### GIVEN RECORDS
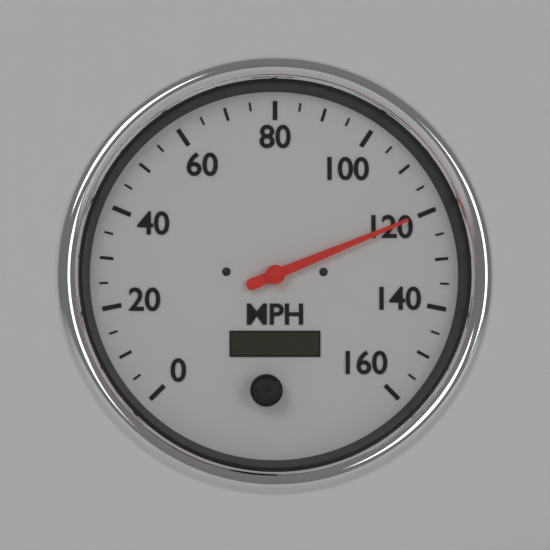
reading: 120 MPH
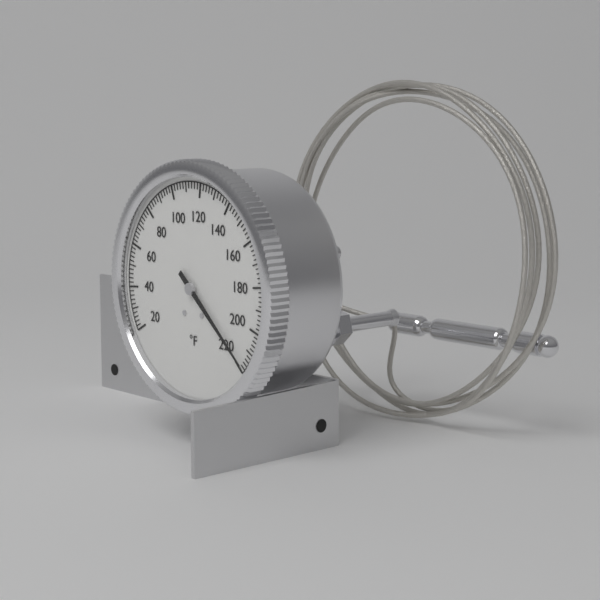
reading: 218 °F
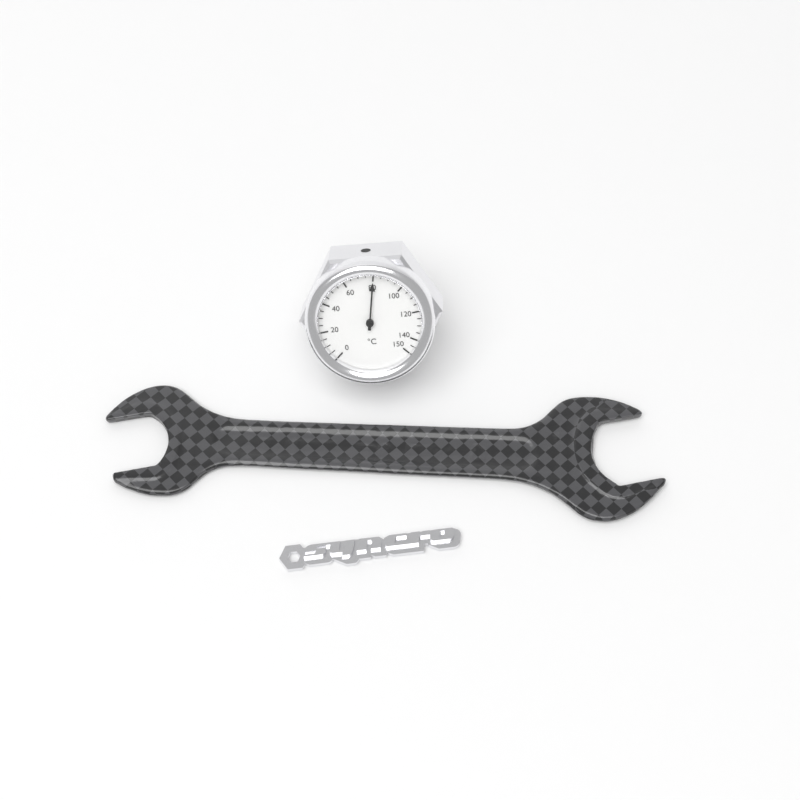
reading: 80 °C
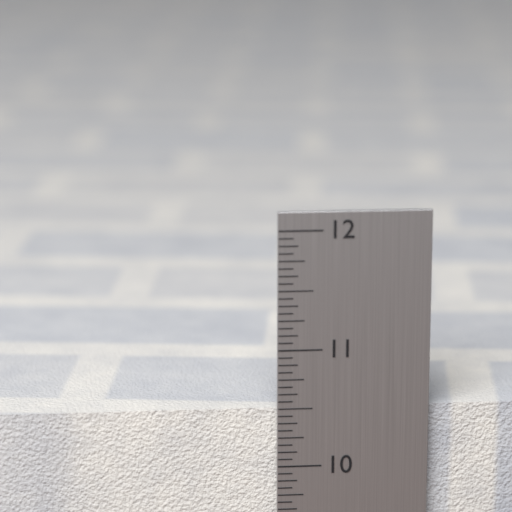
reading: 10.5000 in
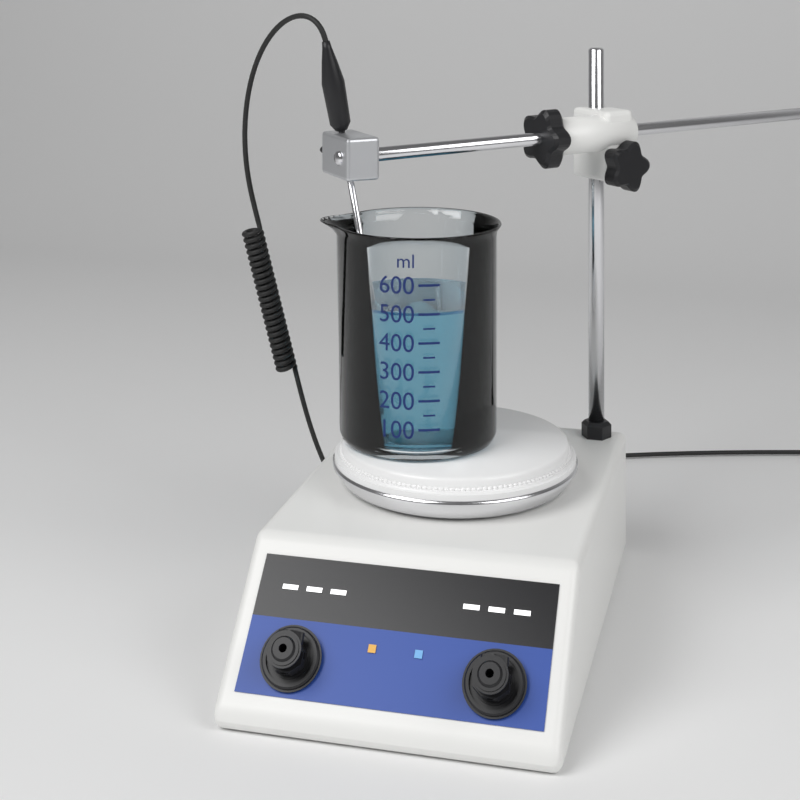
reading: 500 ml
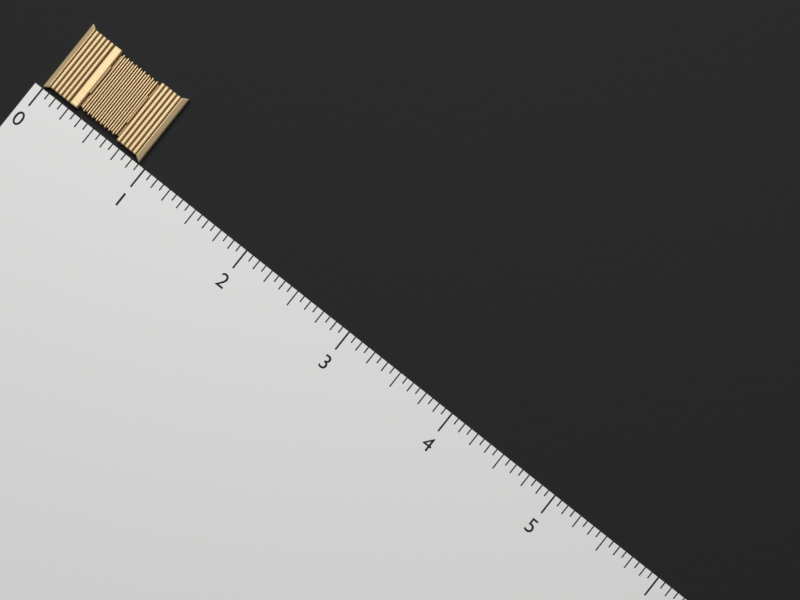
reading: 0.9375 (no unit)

### TASK
Exactly as written, restate all of the data, leaving out the images.

### ANSWER BOX
reading: 120 MPH
reading: 218 °F
reading: 80 °C
reading: 10.5000 in
reading: 500 ml
reading: 0.9375 (no unit)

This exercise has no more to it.